According to Belbeisi, IOM intervenes at multiple levels to aid migrants in dire situations in Libya, by providing hygiene products, blankets, mattresses, clinics, and opportunities for registration at detention centres. He also cited IOM’s education of centre guards, referral of sick migrants to hospitals, and attempts to mediate with government officials.

Belbeisi added that IOM takes necessary precautions to ensure migrants who request voluntary return are doing so out of their own informed will, adding that IOM had stopped planes in situations where some migrants were suspected of being forced.
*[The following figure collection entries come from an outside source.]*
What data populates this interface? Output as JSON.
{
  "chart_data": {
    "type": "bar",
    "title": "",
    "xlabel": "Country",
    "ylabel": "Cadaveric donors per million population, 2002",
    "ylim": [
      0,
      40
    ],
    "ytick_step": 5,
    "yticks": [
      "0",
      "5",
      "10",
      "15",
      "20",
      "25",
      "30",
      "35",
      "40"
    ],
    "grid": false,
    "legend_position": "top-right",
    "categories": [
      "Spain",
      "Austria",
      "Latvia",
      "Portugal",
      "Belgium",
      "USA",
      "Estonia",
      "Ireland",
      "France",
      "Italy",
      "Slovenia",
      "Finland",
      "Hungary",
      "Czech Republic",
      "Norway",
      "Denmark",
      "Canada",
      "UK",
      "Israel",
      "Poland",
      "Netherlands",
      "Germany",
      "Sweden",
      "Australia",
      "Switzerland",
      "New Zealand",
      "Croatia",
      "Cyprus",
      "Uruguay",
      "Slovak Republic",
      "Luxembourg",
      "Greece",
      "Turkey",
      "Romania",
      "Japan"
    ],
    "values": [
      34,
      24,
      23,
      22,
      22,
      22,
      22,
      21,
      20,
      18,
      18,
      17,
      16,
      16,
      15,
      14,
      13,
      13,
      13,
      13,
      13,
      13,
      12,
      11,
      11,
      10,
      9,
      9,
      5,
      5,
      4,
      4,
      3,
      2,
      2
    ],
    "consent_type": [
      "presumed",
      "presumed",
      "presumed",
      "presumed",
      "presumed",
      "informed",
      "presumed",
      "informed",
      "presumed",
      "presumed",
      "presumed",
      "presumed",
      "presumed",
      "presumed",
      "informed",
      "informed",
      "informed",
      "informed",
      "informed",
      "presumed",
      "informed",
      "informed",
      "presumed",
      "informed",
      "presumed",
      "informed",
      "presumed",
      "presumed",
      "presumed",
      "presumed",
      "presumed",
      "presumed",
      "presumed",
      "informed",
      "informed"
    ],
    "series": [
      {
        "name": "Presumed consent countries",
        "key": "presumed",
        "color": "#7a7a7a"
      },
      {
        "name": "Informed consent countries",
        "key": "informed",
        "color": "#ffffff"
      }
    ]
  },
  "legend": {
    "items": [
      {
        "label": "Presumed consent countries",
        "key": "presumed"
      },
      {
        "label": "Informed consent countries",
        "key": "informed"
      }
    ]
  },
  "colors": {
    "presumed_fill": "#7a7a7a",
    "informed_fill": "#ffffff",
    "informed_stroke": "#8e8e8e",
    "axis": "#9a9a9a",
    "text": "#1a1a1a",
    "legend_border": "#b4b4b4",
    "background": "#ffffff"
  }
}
As for the Gulf, the Euro-Med Monitor team raised the urgent issue of migrants being detained in overcrowded camps in Saudi Arabia that lack basic infrastructure and care services, as well as the ongoing exploitation of migrant workers there. In scenarios in which migrants are forced to go back to their home countries, IOM refrains from aiding in the return process—consequently working to mediate between the government and the embassies of detained migrants.
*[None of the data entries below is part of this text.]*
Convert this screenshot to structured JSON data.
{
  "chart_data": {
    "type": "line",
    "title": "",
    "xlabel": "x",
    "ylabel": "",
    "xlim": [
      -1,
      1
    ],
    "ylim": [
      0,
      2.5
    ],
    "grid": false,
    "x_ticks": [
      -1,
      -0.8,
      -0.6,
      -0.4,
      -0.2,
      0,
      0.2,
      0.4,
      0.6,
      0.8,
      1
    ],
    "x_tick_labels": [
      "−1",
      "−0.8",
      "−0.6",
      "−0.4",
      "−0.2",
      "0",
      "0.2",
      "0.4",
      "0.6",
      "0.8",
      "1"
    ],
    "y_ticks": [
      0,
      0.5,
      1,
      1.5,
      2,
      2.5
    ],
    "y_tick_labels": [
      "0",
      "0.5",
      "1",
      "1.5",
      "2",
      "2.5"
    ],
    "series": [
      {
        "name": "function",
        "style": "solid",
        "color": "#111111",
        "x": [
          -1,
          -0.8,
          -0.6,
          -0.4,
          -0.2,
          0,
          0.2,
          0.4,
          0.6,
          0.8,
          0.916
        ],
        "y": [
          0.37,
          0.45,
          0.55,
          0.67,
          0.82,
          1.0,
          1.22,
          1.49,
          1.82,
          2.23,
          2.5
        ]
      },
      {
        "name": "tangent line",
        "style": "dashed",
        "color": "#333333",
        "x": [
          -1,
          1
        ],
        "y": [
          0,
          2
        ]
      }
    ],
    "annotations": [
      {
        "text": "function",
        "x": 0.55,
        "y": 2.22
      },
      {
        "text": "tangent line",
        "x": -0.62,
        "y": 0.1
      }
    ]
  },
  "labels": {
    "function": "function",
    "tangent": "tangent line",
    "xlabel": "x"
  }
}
Belbeisi explained that IOM works to report abuses against migrant workers while taking into consideration any contractual agreements that migrants have signed. Similarly, in Lebanon, migrants who request voluntary return are evaluated based on their honouring of signed work contracts and the abuses they are facing.

In terms of sea migration from Libya and Lebanon, Belbeisi pointed to a distorted European view of swarms of migrants crossing to Europe by sea, whereas the actual numbers are much smaller in comparison. “80%-85% of migration in Africa happens within the continent”, Belbeisi explained, adding that the majority of detained migrants in Libya wanted to stay and make a living inside the country.

Belbeisi noted that IOM has advocated for creating safe and legal pathways to migration in Europe and the MENA region, such as allowing for temporary seasonal migration and easing regulations and conditions for labour migration—ideas that have not gained much traction among the organisation’s European counterparts.